OF MY WINTER CAMPAIGN IN PRUSSIA, AND ANOTHER MEETING WITH MACKELLAR OF KILBRIDE

I have no intention here of narrating at large what happened in my short career as a soldier of the French Army, curious though some of the things that befell me chanced to be. They may stand for another occasion, while I hurriedly and briefly chronicle what led to my second meeting with MacKellar of Kilbride, and through that same to the restoration of the company of Father Hamilton, the sometime priest of Dixmunde.

The Regiment d'Auvergne was far from its native hills when first I joined it, being indeed on the frontier of Austria. 'Twas a corps not long embodied, composed of a preposterous number of mere lads as soft as kail, yet driven to miracles of exertion by drafted veteran officers of other regiments who stiffened their command with the flat of the sword. As for my lieutenancy it was nothing to be proud of in such a battalion, for I herded in a mess of foul-mouthed scoundrels and learned little of the trade of soldiering that I was supposed to be taught in the interval between our departure from the frontier and our engagement on the field as allies with the Austrians. Of the Scots that had been in the regiment at one time there was only one left—a major named MacKay, that came somewhere out of the Reay country in the shire of Sutherland, and was reputed the drunkenest officer among the allies, yet comported himself, on the strength of his Hielan' extraction, towards myself, his Lowland countryman, with such a ludicrous haughtiness I could not bear the man—no, not from the first moment I set eyes on him!

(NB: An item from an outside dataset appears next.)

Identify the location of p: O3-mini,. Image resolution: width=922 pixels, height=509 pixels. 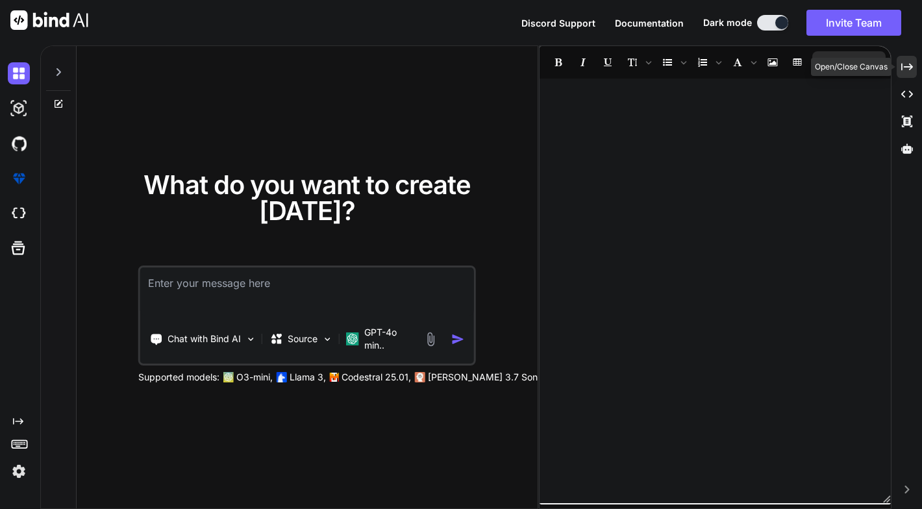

He was a pompous little person with legs bowed through years of riding horse, and naturally he was the first of my new comrades I introduced myself to when I joined the colours. I mind he sat upon a keg of bullets, looking like a vision of Bacchus, somewhat soiled and pimply, when I entered to him and addressed him, with a certain gladness, in our tongue.

“Humph!” was what he said. “Another of his Royal Highness's Sassenach friends! Here's a wheen of the lousiest French privates ever shook in their breeks in front of a cannon, wanting smeddum and courage drummed into them with a scabbard, and they send me Sassenachs to do the business with when the whole hearty North of Scotland is crawling with the stuff I want particularly.”

“Anyway, here I am, major,” said I, slightly taken aback at this, “and you'll have to make the best of me.”

“Pshaw!” cried he vulgarly and cracked his thumb. “I have small stomach for his Royal Highness's recommendations; I have found in the past that he sends to Austria—him and his friends—only the stuff he has no use for nearer the English Channel, where it's I would like to be this day. They're talking of an invasion, I hear; wouldn't I like to be among the first to have a slap again at Geordie?”

My birse rose at this, which I regarded as a rank treason in any man that spoke my own language even with a tartan accent.

“A slap at Geordie!” I cried. “You made a bonny-like job o't when you had the chance!”

It was my first and last confabulation of a private nature with Major Dugald MacKay. Thereafter he seldom looked the road I was on beyond to give an order or pick a fault, and, luckily, though a pleasant footing with my neighbours has ever been my one desire in life, I was not much put up or down by the ill-will of such a creature.